Saturday, July 9, 2016

India’s new disease of plenty

For centuries Indians have had to live with the fear of famine and malnutrition. A poor monsoon season and crop failures brought economic dislocation, social upheaval, starvation, disease and death.

In the 21st century that danger, while not eliminated, is receding, just as another is taking hold — an epidemic of diabetes, cardiovascular disease and related health issues linked with overweight and obesity.

India is one of the few countries in the world that must simultaneously grapple with the problems brought on by poverty and over-consumption. The latter came to the attention of the media recently when Air India decided to test more than 3000 of its employees and found around 20 per cent of them were overweight. The airline promptly ordered a strict regimen of diet and exercise on pain of dismissal.

Many Indians find it difficult to get their minds round the fact they should be addressing overweight and obesity when for centuries there have been millions who did not have enough to eat.

When I made my first visit here almost four decades ago, it was a rarity to see anyone in the street carrying excess kilos. Today those same street scenes are very different. The Minister of Finance, Arun Jaitley has had treatment for diabetes. Bariatric surgery, where the size of the stomach is reduced in order to physically limit the amount of food it can contain, is on the rise.

In April the World Health Organisation reported that more Indian men die from diabetes than in any other country, the condition accounting for two per cent of all deaths across age groups.

Inevitably, the rise in western-style junk food outlets, persuasive advertising, and the increasingly sedentary lifestyle of many middle-class Indians have been blamed for this new epidemic and undoubtedly these have had their influence; but there may be a more deep-rooted reason, buried in the country’s psyche.

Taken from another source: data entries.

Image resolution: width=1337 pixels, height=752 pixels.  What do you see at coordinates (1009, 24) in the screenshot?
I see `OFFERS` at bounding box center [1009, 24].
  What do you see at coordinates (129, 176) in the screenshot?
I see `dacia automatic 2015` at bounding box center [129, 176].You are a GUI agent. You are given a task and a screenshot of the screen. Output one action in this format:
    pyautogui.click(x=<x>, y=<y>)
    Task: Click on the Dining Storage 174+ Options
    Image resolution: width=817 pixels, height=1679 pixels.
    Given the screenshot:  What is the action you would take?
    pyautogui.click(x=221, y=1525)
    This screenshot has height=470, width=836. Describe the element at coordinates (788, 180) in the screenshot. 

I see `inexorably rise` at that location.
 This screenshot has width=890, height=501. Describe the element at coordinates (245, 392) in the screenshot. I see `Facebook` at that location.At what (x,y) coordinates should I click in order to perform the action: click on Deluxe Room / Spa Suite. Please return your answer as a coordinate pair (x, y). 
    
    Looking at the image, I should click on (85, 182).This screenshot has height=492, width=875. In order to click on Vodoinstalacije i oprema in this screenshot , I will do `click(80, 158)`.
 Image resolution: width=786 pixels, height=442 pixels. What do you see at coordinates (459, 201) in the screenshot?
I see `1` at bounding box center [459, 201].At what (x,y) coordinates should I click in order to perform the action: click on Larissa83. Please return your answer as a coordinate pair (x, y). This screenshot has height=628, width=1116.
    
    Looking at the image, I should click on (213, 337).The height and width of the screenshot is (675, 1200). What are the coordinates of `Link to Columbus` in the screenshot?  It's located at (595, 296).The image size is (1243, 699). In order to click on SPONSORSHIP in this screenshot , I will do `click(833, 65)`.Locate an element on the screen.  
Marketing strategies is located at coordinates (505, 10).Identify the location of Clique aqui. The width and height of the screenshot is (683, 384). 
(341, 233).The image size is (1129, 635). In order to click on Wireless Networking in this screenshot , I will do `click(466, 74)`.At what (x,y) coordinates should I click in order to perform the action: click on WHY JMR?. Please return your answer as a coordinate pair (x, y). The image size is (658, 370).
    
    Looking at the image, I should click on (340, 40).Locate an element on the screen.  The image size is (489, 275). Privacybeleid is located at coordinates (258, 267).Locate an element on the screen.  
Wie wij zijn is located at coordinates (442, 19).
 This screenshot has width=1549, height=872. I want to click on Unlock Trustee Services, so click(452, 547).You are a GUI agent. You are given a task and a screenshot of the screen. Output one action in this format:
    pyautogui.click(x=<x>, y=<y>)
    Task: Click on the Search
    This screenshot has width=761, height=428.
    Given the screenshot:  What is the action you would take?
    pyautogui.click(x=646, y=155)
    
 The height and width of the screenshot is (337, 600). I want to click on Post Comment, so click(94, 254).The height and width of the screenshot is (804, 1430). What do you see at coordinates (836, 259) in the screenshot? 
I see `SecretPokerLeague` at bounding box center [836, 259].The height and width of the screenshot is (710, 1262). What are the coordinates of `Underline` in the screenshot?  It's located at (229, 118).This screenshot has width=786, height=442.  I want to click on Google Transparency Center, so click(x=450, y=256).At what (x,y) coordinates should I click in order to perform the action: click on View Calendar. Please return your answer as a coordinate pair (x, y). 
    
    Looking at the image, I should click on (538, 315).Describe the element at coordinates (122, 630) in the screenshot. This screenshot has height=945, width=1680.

When for centuries people have lived one bad harvest away from starvation, the tendency has been to tuck into the food in the good years in readiness for the bad times — as in the Biblical seven fat years and seven lean years — now for many the lean years never appear and the fat keeps building.  

A recent European Union-funded study into weight loss and diabetes has revealed that a significant loss of weight in overweight and obese people (around 10 per cent of total on average) is by the far the best way of reducing the likelihood of type 2 diabetes.

While the study concentrated on the soaring rates in fully developed countries, the same has to apply in India and China, which between them now account for 19 per cent of the world’s overweight and obese people.  

Air India’s ultimatum to its over-indulging employees is probably not the best way of addressing the issue on a national level, but it should be a wake-up call to the country’s health authorities that more needs to be done before this already weighty problem overwhelms them.